Re: Any recommendations for inexpensive secondhand GPUs?

Posted: Wed Jun 24, 2020 4:33 pm
by ZePompom
Trying to minimize the amount of e-waste, I plan to keep the HDD as long as it works properly (aka doesn't reduce the PPDs too much). But if I replace it, of course it'll be for a SSD.

Bought a Athlon 200GE on eBay and a GA-A320M-S2H motherboard + 4GB 2666MHz ram (the highest ram frequency this CPU can handle).
+ Reusing old PC case (no name stuff), HDD (250GB Maxtor) and power supply (Corsair HX520w)
Total cost of the upgrade : Around 125€


THank you for the advice, but I don't want to go intel, I spent 30€ for a 2x 3.2 GHz CPU (+hyperthreading), Included video chip, 35W TDP only despite being in 14nm. It's a bargain, and compatible with my Ryzen 5 (so if I replace the Ryzen 5 2600 in my gaming PC for something like a Ryzen 7, I can give a new home to the Ryzen 5 2600 inside the rig just by removing the cheap Athlon).
I can also use with the athlon the cooler provided with the Ryzen 5 (but I don't use because bought a Coolermaster Hyper 212 for the Ryzen), allowing me to give the Athlon an overkill cooler for free.

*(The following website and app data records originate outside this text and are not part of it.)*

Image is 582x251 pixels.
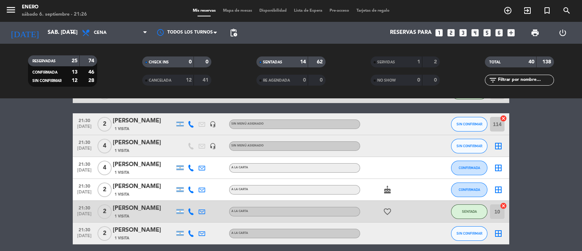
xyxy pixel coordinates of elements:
[494,163,503,172] i: border_all
[75,181,93,190] span: 21:30
[75,225,93,233] span: 21:30
[456,231,482,235] span: SIN CONFIRMAR
[75,137,93,146] span: 21:30
[383,207,392,216] i: favorite_border
[94,30,107,35] span: Cena
[446,28,456,37] i: looks_two
[88,69,96,75] strong: 46
[88,58,96,63] strong: 74
[549,22,577,44] div: LOG OUT
[451,204,487,219] button: SENTADA
[489,60,500,64] span: TOTAL
[149,79,171,82] span: CANCELADA
[75,233,93,242] span: [DATE]
[32,71,57,74] span: CONFIRMADA
[451,226,487,240] button: SIN CONFIRMAR
[115,213,129,219] span: 1 Visita
[231,188,248,191] span: A LA CARTA
[113,225,175,235] div: [PERSON_NAME]
[75,203,93,211] span: 21:30
[377,60,395,64] span: SERVIDAS
[231,231,248,234] span: A LA CARTA
[189,9,219,13] span: Mis reservas
[97,139,112,153] span: 4
[75,146,93,154] span: [DATE]
[231,210,248,212] span: A LA CARTA
[353,9,393,13] span: Tarjetas de regalo
[494,185,503,194] i: border_all
[5,4,16,18] button: menu
[115,148,129,153] span: 1 Visita
[377,79,396,82] span: NO SHOW
[417,77,420,83] strong: 0
[219,9,256,13] span: Mapa de mesas
[22,11,87,18] div: sábado 6. septiembre - 21:26
[210,121,216,127] i: headset_mic
[528,59,534,64] strong: 40
[543,6,551,15] i: turned_in_not
[317,59,324,64] strong: 62
[88,78,96,83] strong: 28
[68,28,76,37] i: arrow_drop_down
[497,76,554,84] input: Filtrar por nombre...
[115,235,129,241] span: 1 Visita
[113,160,175,169] div: [PERSON_NAME]
[500,115,507,122] i: cancel
[203,77,210,83] strong: 41
[75,116,93,124] span: 21:30
[506,28,516,37] i: add_box
[149,60,169,64] span: CHECK INS
[458,28,468,37] i: looks_3
[97,182,112,197] span: 2
[488,76,497,84] i: filter_list
[75,124,93,132] span: [DATE]
[482,28,492,37] i: looks_5
[113,116,175,125] div: [PERSON_NAME]
[189,59,192,64] strong: 0
[558,28,567,37] i: power_settings_new
[500,202,507,209] i: cancel
[97,117,112,131] span: 2
[494,229,503,238] i: border_all
[451,139,487,153] button: SIN CONFIRMAR
[97,160,112,175] span: 4
[459,165,480,169] span: CONFIRMADA
[72,78,77,83] strong: 12
[231,144,264,147] span: Sin menú asignado
[72,69,77,75] strong: 13
[456,144,482,148] span: SIN CONFIRMAR
[22,4,87,11] div: Enero
[326,9,353,13] span: Pre-acceso
[459,187,480,191] span: CONFIRMADA
[390,29,432,36] span: Reservas para
[434,59,438,64] strong: 2
[456,122,482,126] span: SIN CONFIRMAR
[451,160,487,175] button: CONFIRMADA
[494,141,503,150] i: border_all
[470,28,480,37] i: looks_4
[5,4,16,15] i: menu
[231,166,248,169] span: A LA CARTA
[383,185,392,194] i: cake
[32,79,61,83] span: SIN CONFIRMAR
[263,60,282,64] span: SENTADAS
[451,182,487,197] button: CONFIRMADA
[451,117,487,131] button: SIN CONFIRMAR
[75,211,93,220] span: [DATE]
[97,226,112,240] span: 2
[75,159,93,168] span: 21:30
[113,138,175,147] div: [PERSON_NAME]
[303,77,306,83] strong: 0
[231,122,264,125] span: Sin menú asignado
[97,204,112,219] span: 2
[5,25,44,41] i: [DATE]
[494,28,504,37] i: looks_6
[290,9,326,13] span: Lista de Espera
[462,209,477,213] span: SENTADA
[75,168,93,176] span: [DATE]
[562,6,571,15] i: search
[113,181,175,191] div: [PERSON_NAME]
[417,59,420,64] strong: 1
[229,28,238,37] span: pending_actions
[115,191,129,197] span: 1 Visita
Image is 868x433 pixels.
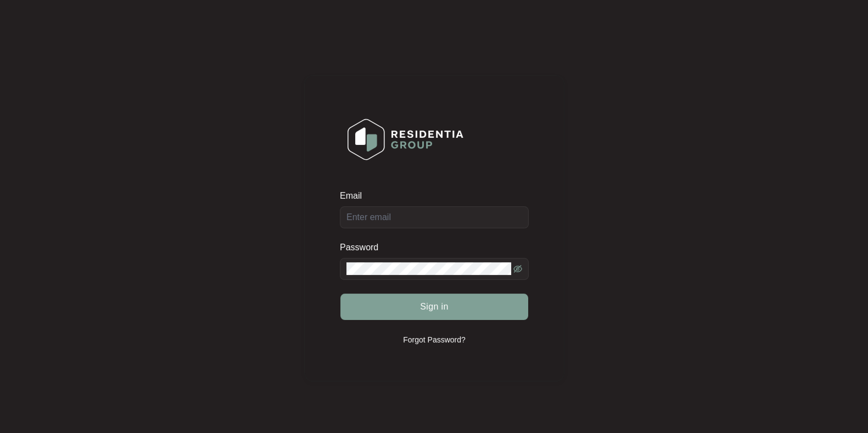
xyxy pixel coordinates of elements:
[340,207,529,228] input: Email
[340,190,370,201] label: Email
[420,301,449,313] span: Sign in
[403,335,465,346] p: Forgot Password?
[340,242,386,253] label: Password
[347,262,511,276] input: Password
[340,294,529,320] button: Sign in
[513,265,522,273] span: eye-invisible
[340,111,471,167] img: Login Logo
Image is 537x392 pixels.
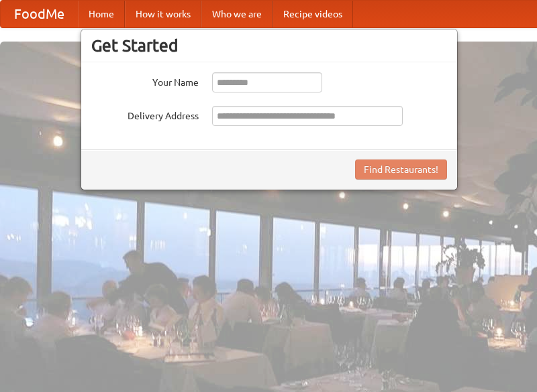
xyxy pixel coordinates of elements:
button: Find Restaurants! [355,159,447,179]
a: Recipe videos [272,1,353,27]
a: Home [78,1,125,27]
a: Who we are [201,1,272,27]
h3: Get Started [91,36,447,56]
label: Your Name [91,73,199,89]
a: How it works [125,1,201,27]
a: FoodMe [1,1,78,27]
label: Delivery Address [91,106,199,122]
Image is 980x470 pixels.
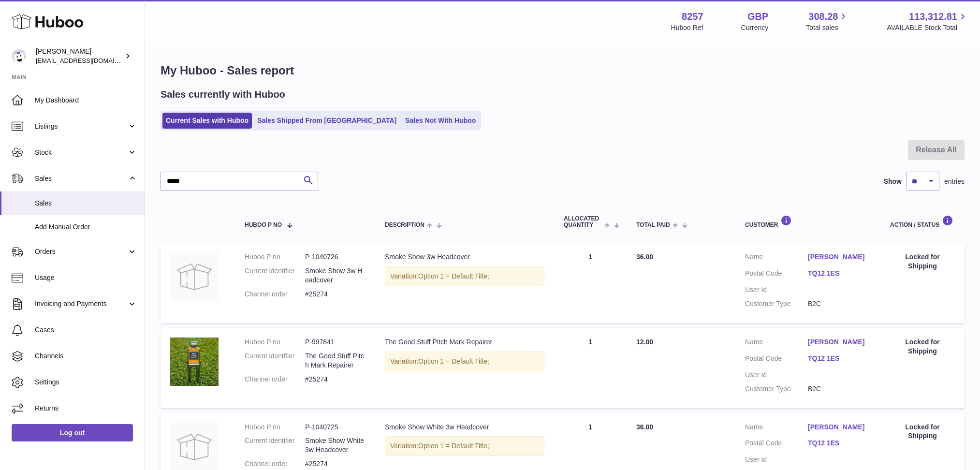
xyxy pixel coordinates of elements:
[245,338,305,347] dt: Huboo P no
[245,252,305,262] dt: Huboo P no
[170,252,218,301] img: no-photo.jpg
[890,252,955,271] div: Locked for Shipping
[808,338,871,347] a: [PERSON_NAME]
[35,299,127,309] span: Invoicing and Payments
[909,10,957,23] span: 113,312.81
[161,88,285,101] h2: Sales currently with Huboo
[35,378,137,387] span: Settings
[418,358,489,365] span: Option 1 = Default Title;
[35,247,127,256] span: Orders
[808,354,871,363] a: TQ12 1ES
[35,326,137,334] span: Cases
[806,10,849,33] a: 308.28 Total sales
[305,338,366,347] dd: P-997841
[745,269,808,280] dt: Postal Code
[890,338,955,356] div: Locked for Shipping
[305,459,366,469] dd: #25274
[35,404,137,413] span: Returns
[35,96,137,105] span: My Dashboard
[35,174,127,183] span: Sales
[245,351,305,370] dt: Current identifier
[887,23,969,33] span: AVAILABLE Stock Total
[385,338,545,347] div: The Good Stuff Pitch Mark Repairer
[808,423,871,432] a: [PERSON_NAME]
[636,423,653,431] span: 36.00
[636,222,670,228] span: Total paid
[305,267,366,285] dd: Smoke Show 3w Headcover
[11,49,26,63] img: don@skinsgolf.com
[745,455,808,464] dt: User Id
[944,177,965,186] span: entries
[745,299,808,309] dt: Customer Type
[305,252,366,262] dd: P-1040726
[636,338,653,346] span: 12.00
[745,439,808,451] dt: Postal Code
[305,436,366,454] dd: Smoke Show White 3w Headcover
[418,442,489,450] span: Option 1 = Default Title;
[745,370,808,380] dt: User Id
[245,375,305,384] dt: Channel order
[35,199,137,208] span: Sales
[809,10,838,23] span: 308.28
[682,10,703,23] strong: 8257
[884,177,902,186] label: Show
[554,243,627,323] td: 1
[887,10,969,33] a: 113,312.81 AVAILABLE Stock Total
[35,223,137,232] span: Add Manual Order
[748,10,769,23] strong: GBP
[35,148,127,157] span: Stock
[808,252,871,262] a: [PERSON_NAME]
[254,113,400,129] a: Sales Shipped From [GEOGRAPHIC_DATA]
[305,351,366,370] dd: The Good Stuff Pitch Mark Repairer
[636,253,653,260] span: 36.00
[11,424,133,442] a: Log out
[745,338,808,349] dt: Name
[35,273,137,282] span: Usage
[245,290,305,299] dt: Channel order
[742,23,769,33] div: Currency
[245,436,305,454] dt: Current identifier
[385,222,425,228] span: Description
[808,439,871,448] a: TQ12 1ES
[305,423,366,432] dd: P-1040725
[245,222,282,228] span: Huboo P no
[385,436,545,456] div: Variation:
[35,351,137,361] span: Channels
[162,113,252,129] a: Current Sales with Huboo
[35,122,127,131] span: Listings
[808,385,871,393] dd: B2C
[385,423,545,432] div: Smoke Show White 3w Headcover
[170,338,218,386] img: 82571723734725.jpg
[305,290,366,299] dd: #25274
[671,23,703,33] div: Huboo Ref
[745,354,808,366] dt: Postal Code
[745,385,808,393] dt: Customer Type
[745,286,808,294] dt: User Id
[385,351,545,371] div: Variation:
[245,459,305,469] dt: Channel order
[806,23,849,33] span: Total sales
[385,267,545,286] div: Variation:
[305,375,366,384] dd: #25274
[745,423,808,434] dt: Name
[554,328,627,408] td: 1
[890,423,955,441] div: Locked for Shipping
[745,215,871,228] div: Customer
[808,299,871,309] dd: B2C
[385,252,545,262] div: Smoke Show 3w Headcover
[808,269,871,278] a: TQ12 1ES
[564,216,602,228] span: ALLOCATED Quantity
[245,423,305,432] dt: Huboo P no
[745,252,808,264] dt: Name
[36,47,123,65] div: [PERSON_NAME]
[36,56,142,65] span: [EMAIL_ADDRESS][DOMAIN_NAME]
[890,215,955,228] div: Action / Status
[402,113,479,129] a: Sales Not With Huboo
[161,63,965,78] h1: My Huboo - Sales report
[418,272,489,280] span: Option 1 = Default Title;
[245,267,305,285] dt: Current identifier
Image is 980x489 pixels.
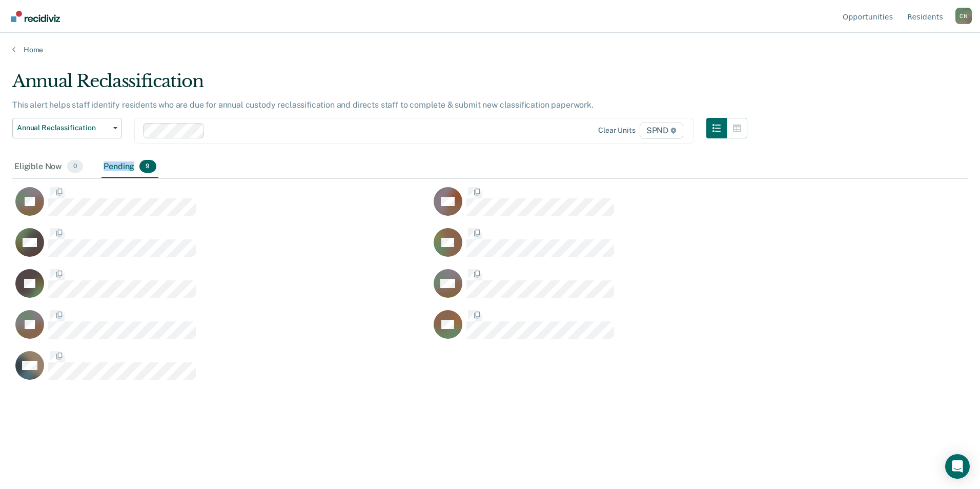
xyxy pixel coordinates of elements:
div: CaseloadOpportunityCell-00242367 [430,187,849,228]
span: 9 [140,160,156,173]
div: CaseloadOpportunityCell-00598319 [13,269,430,309]
div: Annual Reclassification [13,71,747,100]
span: SPND [640,122,683,139]
div: Eligible Now0 [13,156,85,178]
div: CaseloadOpportunityCell-00330831 [13,309,430,351]
div: Pending9 [101,156,158,178]
div: CaseloadOpportunityCell-00464910 [430,309,849,351]
p: This alert helps staff identify residents who are due for annual custody reclassification and dir... [13,100,594,110]
div: Clear units [598,126,636,135]
div: CaseloadOpportunityCell-00100152 [13,351,430,392]
div: C N [956,8,972,24]
button: Profile dropdown button [956,8,972,24]
img: Recidiviz [10,10,60,22]
div: Open Intercom Messenger [945,454,970,479]
a: Home [13,45,968,54]
div: CaseloadOpportunityCell-00585303 [13,228,430,269]
span: Annual Reclassification [17,124,109,132]
div: CaseloadOpportunityCell-00496972 [13,187,430,228]
div: CaseloadOpportunityCell-00246178 [430,228,849,269]
span: 0 [67,160,83,173]
button: Annual Reclassification [13,118,122,138]
div: CaseloadOpportunityCell-00483996 [430,269,849,309]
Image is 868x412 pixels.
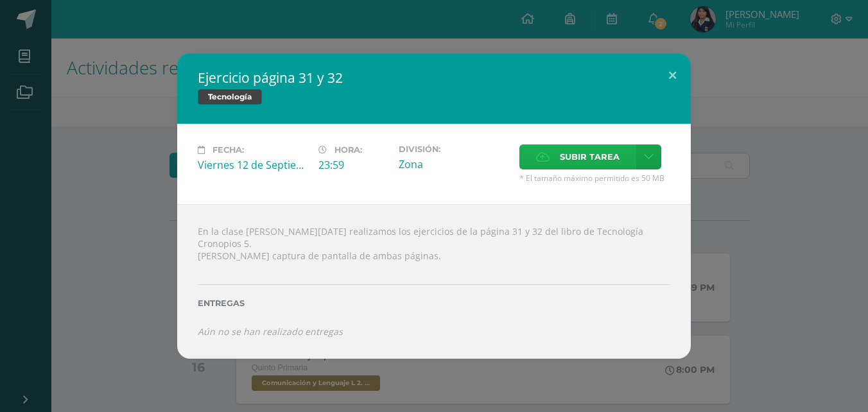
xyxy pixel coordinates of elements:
i: Aún no se han realizado entregas [197,325,343,337]
span: Tecnología [197,89,262,104]
label: División: [399,144,509,154]
div: En la clase [PERSON_NAME][DATE] realizamos los ejercicios de la página 31 y 32 del libro de Tecno... [177,204,691,358]
span: Hora: [334,145,362,154]
span: Fecha: [212,145,244,154]
label: Entregas [197,298,670,308]
div: Viernes 12 de Septiembre [197,157,308,172]
div: Zona [399,157,509,171]
span: Subir tarea [559,145,619,169]
h2: Ejercicio página 31 y 32 [197,68,670,87]
div: 23:59 [318,157,388,172]
span: * El tamaño máximo permitido es 50 MB [520,173,670,184]
button: Close (Esc) [654,53,691,97]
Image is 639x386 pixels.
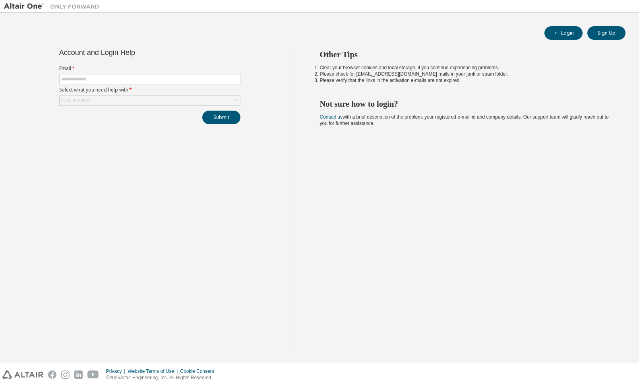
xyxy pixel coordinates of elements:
[202,111,241,124] button: Submit
[4,2,103,10] img: Altair One
[48,370,56,378] img: facebook.svg
[320,114,343,120] a: Contact us
[545,26,583,40] button: Login
[128,368,180,374] div: Website Terms of Use
[2,370,43,378] img: altair_logo.svg
[180,368,219,374] div: Cookie Consent
[74,370,83,378] img: linkedin.svg
[59,49,204,56] div: Account and Login Help
[320,71,612,77] li: Please check for [EMAIL_ADDRESS][DOMAIN_NAME] mails in your junk or spam folder.
[320,77,612,83] li: Please verify that the links in the activation e-mails are not expired.
[588,26,626,40] button: Sign Up
[61,97,91,104] div: Click to select
[59,65,241,72] label: Email
[320,49,612,60] h2: Other Tips
[320,99,612,109] h2: Not sure how to login?
[61,370,70,378] img: instagram.svg
[106,368,128,374] div: Privacy
[320,64,612,71] li: Clear your browser cookies and local storage, if you continue experiencing problems.
[320,114,609,126] span: with a brief description of the problem, your registered e-mail id and company details. Our suppo...
[60,96,240,105] div: Click to select
[87,370,99,378] img: youtube.svg
[59,87,241,93] label: Select what you need help with
[106,374,219,381] p: © 2025 Altair Engineering, Inc. All Rights Reserved.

Celerons of similar price range burn more power (G4920 have a TDP of 54W for example), need more expensive motherboards, I don't have good cooler for them and they are not interchangeable with my main PC.



I did several tests under Lubuntu with the old hardware already (Intel E5300, 2GB DDR2 800MHz, Asus P5K-PL AM), and will do some more with the new hardware once I'll get it. I try to avoid windows for this kind of use.


I try to keep the prices low, as it was supposed to be a "reuse old PC as it is, just replacing the Video Card" project. I didn't plan to buy a whole upgrade kit. Since it doesn't work with the old hardware, I choose the upgrade way instead of giving up the project, but I spent much more than planned already. So no 7nm Ryzen or 10th gen Intel for me :lol: :lol: :lol:

Re: Any recommendations for inexpensive secondhand GPUs?

Posted: Thu Jun 25, 2020 12:37 am
by bruce
I keep reusing old PC parts. I've got a bin full of old HD that probably have Windows XP on them that might (eventually) make it to the scrap heap. Most of my CPUs are AMD because they were cheaper that the equivalent Intel at the time. I have solar power on tje roof so the power costs don't bother me --- though it summer, the heat in the house does. I no longer have any Kepler GPUs, but I have a couple of Fermi that are getting pretty long-in-tht-tooth. I've added a couple of SSDs mostly to off-load the paging file.